Two studies published back to back in Nature have looked at the accumulation of mutations in blood-forming stem cells with age, gaining new insights into how the overall landscape of such cells changes across the lifespan.
Four scientists have shared the 2022 Kavli Prize in neuroscience, "for pioneering the discovery of genes underlying a range of serious brain disorders," together and separately.
By analyzing single-cell responses to ketamine administration, a multinational team of researchers has identified a potassium channel that contributes to the long duration of ketamine administration.
In two separate studies, researchers have identified how peripheral nerve injury can lead to increased pain sensitivity. The studies were published on May 25, 2022, in Nature and May 26, 2022, in Science, respectively. The mechanisms they identify could lead to new therapeutic approaches to chronic pain and/or pain hypersensitivity.
A new study is shedding further light on the link between aging and neurodegenerative disease, after researchers found that protein turnover occurs about 20% slower in the brains of older mice compared with younger mice, affecting distinct pathways linked to these diseases.
New research points a finger at a previously unknown long noncoding RNA (lncRNA) as playing a critical role in activating nuclear factor kappa B (NF-kappaB) inflammatory responses and driving the progression of osteoarthritis of the knee.
Jack Taunton and colleagues from the University of California, San Francisco have developed salicylaldehyde-based chemical probes that reversibly and covalently modify the catalytic lysine of protein kinases, with sustained occupancy in cells and animals.
Variable expression of an enzyme in the initial tumor has been identified as an early step in the process of migration and growth of cells to form remote metastases in breast cancer.
A German-Danish team of researchers has developed a new imaging technology that is able to quantify the number of expressed proteins in a given cell, map tissue and cell-type specific proteomes, and identify drug targets.
A multicenter Japanese study led by researchers at Tokyo University of Science has confirmed that the epithelial phospholipid, phosphatidylinositol bisphosphate, could partially halt cancer progression, making it an attractive new target molecule for novel anticancer treatments.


Try it:
Which lines of the data below include the string "fault"? Return each of them.

++++

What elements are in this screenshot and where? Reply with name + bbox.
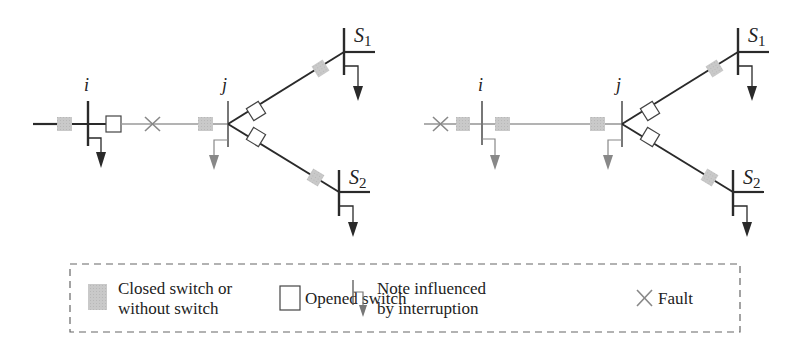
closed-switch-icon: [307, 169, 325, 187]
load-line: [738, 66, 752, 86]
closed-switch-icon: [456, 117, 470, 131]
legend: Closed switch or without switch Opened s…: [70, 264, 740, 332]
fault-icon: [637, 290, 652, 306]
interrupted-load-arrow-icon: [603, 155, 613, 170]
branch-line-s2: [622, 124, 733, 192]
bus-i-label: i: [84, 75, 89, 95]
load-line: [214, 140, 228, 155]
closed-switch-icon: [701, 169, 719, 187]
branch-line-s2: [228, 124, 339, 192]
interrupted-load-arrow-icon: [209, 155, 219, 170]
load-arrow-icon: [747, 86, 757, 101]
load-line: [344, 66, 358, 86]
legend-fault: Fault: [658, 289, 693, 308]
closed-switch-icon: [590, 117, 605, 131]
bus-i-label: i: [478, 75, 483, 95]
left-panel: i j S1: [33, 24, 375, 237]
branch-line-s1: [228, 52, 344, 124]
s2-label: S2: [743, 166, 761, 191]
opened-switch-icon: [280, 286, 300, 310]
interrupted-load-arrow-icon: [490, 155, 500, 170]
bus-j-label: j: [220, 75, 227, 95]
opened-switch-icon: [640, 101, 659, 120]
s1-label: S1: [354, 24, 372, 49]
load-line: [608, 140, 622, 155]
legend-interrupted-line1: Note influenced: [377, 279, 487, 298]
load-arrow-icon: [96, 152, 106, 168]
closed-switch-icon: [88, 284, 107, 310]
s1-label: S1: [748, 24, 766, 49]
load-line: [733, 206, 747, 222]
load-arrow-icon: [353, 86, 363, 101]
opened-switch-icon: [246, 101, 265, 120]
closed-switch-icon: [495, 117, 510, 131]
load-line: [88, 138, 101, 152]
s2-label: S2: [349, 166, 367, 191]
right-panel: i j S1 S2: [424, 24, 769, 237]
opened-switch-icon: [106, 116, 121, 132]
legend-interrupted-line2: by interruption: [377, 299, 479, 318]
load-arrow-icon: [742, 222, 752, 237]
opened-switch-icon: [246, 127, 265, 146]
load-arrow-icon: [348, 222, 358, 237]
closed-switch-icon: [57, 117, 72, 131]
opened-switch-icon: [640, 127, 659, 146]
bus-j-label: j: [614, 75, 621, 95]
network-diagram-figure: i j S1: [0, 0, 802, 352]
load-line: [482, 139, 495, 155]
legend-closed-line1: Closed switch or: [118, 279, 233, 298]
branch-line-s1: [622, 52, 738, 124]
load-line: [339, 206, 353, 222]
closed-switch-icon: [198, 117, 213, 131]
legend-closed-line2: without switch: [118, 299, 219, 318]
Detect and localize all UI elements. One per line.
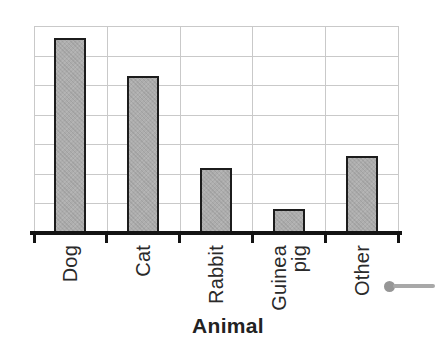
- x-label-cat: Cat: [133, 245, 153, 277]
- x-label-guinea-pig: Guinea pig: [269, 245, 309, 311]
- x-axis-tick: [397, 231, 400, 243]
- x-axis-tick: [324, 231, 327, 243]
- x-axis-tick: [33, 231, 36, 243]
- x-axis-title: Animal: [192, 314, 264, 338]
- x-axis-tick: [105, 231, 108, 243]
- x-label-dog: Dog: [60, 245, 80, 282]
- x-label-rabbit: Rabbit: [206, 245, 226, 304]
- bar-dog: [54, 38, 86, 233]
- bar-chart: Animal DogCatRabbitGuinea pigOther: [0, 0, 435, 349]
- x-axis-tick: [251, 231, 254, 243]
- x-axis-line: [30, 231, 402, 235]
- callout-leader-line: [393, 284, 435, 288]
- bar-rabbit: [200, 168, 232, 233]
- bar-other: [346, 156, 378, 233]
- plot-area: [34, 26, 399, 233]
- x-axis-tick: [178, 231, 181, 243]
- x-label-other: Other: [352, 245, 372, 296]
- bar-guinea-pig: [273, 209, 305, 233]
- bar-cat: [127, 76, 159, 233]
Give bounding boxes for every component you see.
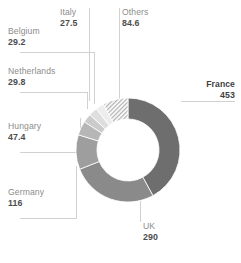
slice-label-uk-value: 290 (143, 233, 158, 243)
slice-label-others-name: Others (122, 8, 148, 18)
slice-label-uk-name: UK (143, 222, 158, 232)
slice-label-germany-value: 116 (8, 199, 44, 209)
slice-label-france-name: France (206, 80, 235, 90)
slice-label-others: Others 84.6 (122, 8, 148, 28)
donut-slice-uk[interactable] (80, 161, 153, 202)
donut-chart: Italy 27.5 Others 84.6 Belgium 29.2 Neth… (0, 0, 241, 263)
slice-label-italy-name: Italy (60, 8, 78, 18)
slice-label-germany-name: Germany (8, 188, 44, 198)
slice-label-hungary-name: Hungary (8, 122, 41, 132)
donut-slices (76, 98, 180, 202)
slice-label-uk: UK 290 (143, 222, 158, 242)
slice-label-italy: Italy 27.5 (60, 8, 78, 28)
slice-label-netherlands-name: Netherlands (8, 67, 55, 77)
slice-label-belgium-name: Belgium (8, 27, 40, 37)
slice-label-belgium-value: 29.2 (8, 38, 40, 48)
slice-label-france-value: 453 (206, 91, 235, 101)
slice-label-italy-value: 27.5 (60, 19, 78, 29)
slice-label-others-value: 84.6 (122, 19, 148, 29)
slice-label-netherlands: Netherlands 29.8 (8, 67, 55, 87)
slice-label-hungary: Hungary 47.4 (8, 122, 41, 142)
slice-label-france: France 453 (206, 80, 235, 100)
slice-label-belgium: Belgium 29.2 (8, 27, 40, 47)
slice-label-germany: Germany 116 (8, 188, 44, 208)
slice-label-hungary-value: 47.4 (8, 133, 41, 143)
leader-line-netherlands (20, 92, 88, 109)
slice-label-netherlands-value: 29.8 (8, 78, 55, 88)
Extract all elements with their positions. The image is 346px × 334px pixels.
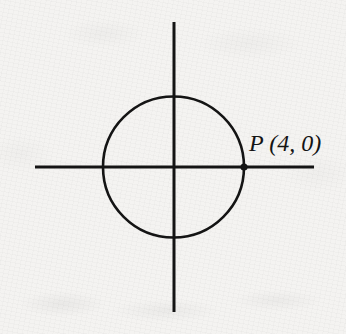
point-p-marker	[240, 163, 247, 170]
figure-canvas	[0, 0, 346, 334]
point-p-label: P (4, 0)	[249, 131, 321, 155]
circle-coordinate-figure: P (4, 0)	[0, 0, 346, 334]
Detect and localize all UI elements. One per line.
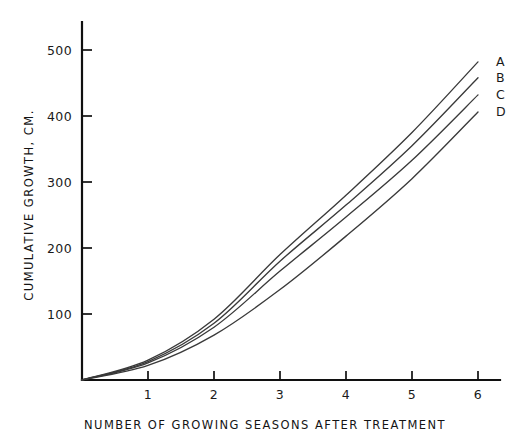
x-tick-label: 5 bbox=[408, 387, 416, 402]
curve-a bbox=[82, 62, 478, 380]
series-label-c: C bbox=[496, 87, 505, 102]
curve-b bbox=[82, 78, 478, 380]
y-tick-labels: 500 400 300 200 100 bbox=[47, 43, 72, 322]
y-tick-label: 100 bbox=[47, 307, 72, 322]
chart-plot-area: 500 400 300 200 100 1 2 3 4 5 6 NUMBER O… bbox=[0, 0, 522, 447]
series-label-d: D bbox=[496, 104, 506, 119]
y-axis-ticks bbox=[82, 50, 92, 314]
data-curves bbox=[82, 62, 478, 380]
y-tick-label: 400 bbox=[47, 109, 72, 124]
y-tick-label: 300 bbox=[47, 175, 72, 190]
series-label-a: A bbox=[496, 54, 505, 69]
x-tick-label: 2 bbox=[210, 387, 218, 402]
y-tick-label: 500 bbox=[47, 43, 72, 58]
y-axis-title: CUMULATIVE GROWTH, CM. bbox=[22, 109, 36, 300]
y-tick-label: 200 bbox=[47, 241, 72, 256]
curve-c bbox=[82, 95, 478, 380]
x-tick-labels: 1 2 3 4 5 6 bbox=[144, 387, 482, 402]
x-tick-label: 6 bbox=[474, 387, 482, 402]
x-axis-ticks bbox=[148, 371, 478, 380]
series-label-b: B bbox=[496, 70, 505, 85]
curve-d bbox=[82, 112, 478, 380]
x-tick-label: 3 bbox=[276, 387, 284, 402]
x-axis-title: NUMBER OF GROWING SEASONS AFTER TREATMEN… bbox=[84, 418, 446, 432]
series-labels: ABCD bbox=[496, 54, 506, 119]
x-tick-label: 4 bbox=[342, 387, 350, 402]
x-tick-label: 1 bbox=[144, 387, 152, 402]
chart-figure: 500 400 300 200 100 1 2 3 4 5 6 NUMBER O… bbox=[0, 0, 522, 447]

++++

Exercise response:
fault-icon: [637, 290, 652, 306]
legend-fault: Fault: [658, 289, 693, 308]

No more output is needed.